Picasso had finished his look backwards to the art of the great masters that had come before him—Eugène Delacroix, Diego Velázquez, Edouard Manet and Nicolas Poussin—and instead honed in on the very nature of art making itself. As if trying to find the key to his own innate abilities as a painter, he focused entirely on the realm of the studio, the private, haloed sanctum of artistic inspiration and creativity. Here, as Marie-Laure Bernadac described, he captured upon the canvas, “the impossible, the secret alchemy that takes place between the real model, the artist’s vision and feeling, and the reality of paint” (Late Picasso, exh. cat., The Tate Gallery, London, 1988, p. 76).
The abiding presence in this great series of works was Picasso’s great love, second wife and indomitable muse of his late period: Jacqueline Picasso. It is her presence and image that fills so much of Picasso’s work of this time. Having met in the early 1950s, the pair were married in 1961. Jacqueline served as Picasso’s most beloved companion, protector, muse and model. As William Rubin wrote, “Picasso did not have to win Jacqueline from another man, nor struggle to keep her.
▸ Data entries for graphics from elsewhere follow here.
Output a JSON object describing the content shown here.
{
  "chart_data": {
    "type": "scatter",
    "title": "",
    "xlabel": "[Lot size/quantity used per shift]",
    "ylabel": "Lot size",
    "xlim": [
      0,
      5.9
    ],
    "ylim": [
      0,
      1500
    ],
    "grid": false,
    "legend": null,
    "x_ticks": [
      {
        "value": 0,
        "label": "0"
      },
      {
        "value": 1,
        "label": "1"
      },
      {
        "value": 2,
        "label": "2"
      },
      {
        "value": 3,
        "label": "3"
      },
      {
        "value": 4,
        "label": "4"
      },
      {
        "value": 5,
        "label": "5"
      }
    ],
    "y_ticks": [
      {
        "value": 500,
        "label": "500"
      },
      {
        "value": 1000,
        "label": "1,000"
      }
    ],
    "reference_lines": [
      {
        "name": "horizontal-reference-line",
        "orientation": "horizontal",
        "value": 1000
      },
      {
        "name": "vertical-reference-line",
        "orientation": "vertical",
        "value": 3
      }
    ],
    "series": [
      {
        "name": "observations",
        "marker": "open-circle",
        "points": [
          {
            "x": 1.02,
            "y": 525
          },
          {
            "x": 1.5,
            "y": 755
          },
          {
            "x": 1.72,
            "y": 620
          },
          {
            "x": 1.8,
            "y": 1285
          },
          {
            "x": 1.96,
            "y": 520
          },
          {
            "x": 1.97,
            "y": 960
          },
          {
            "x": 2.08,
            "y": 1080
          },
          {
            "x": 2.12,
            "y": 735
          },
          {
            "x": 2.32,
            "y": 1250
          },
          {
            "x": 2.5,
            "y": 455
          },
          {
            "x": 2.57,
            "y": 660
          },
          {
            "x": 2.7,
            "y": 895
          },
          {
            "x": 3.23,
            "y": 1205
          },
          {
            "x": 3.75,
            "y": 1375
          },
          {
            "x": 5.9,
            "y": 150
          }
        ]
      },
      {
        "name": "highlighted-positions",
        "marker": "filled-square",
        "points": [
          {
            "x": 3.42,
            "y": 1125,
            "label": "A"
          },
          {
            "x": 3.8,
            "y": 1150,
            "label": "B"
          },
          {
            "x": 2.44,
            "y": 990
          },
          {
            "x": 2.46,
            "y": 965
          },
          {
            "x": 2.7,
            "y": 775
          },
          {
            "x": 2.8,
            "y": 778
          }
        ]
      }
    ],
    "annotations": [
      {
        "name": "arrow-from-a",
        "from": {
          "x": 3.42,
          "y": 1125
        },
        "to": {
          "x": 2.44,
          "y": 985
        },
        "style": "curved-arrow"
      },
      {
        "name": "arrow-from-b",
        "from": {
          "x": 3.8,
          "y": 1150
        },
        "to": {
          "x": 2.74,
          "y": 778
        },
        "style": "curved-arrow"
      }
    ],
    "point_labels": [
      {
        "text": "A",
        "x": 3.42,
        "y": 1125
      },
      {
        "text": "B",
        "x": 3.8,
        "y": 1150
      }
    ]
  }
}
Her understated, gentle, and loving personality, combined with her unconditional commitment to him, provided an emotionally stable life and a dependable foyer over a longer period that he had ever before enjoyed” (Picasso and Portraiture, exh. cat., The Museum of Modern Art, New York, 1996, p. 458).
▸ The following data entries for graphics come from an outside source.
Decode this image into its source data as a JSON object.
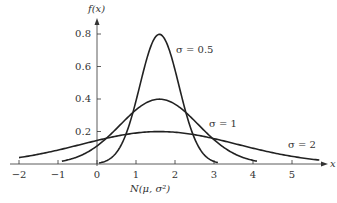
{
  "chart_data": {
    "type": "line",
    "title": "",
    "xlabel": "x",
    "ylabel": "f(x)",
    "caption": "N(μ, σ²)",
    "mean": 1.6,
    "xlim": [
      -2,
      5.7
    ],
    "ylim": [
      0,
      0.85
    ],
    "x_ticks": [
      "−2",
      "−1",
      "0",
      "1",
      "2",
      "3",
      "4",
      "5"
    ],
    "y_ticks": [
      "0.2",
      "0.4",
      "0.6",
      "0.8"
    ],
    "grid": false,
    "series": [
      {
        "name": "σ = 0.5",
        "sigma": 0.5,
        "peak": 0.8,
        "x_range": [
          0.05,
          3.1
        ]
      },
      {
        "name": "σ = 1",
        "sigma": 1,
        "peak": 0.4,
        "x_range": [
          -0.9,
          4.1
        ]
      },
      {
        "name": "σ = 2",
        "sigma": 2,
        "peak": 0.2,
        "x_range": [
          -2,
          5.7
        ]
      }
    ],
    "annotations": [
      {
        "text": "σ = 0.5",
        "x": 2.3,
        "y": 0.76
      },
      {
        "text": "σ = 1",
        "x": 2.9,
        "y": 0.24
      },
      {
        "text": "σ = 2",
        "x": 4.9,
        "y": 0.12
      }
    ]
  }
}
When considered in a wider artistic context, Le peintre et son modèle and the rest of this series once again show Picasso as an artist who remained at the forefront of the avant-garde until the end. In the early 1960s, abstraction reigned supreme, with Pop art and Minimalism coming to the fore. Traditional easel painting, many were suggesting, was redundant and outmoded, its future questioned in a time when industrial materials and mechanical techniques dominated artistic production. Yet, just as he had in the early twentieth century, Picasso defied expectation by remaining resolutely bound to the essential, time-honored elements and processes of art. His large canvases painted with gestural, lavish strokes of thick color and strident lines that depict, through timeless subjects of the artist or the model, the very act of painting itself, showed that the medium was far from dead; indeed, as Picasso showed, it was thriving. “There is no abstract art”, the artist had declared in 1935. “You must always start with something. Afterward you can remove all traces of reality. There’s no danger then, anyway, because the idea of the object will have left an indelible mark” (quoted in K.L. Kleinfelder, The Artist, His Model, Her Image, His Gaze: Picasso’s Pursuit of the Model, Chicago and London, 1993, p. 137).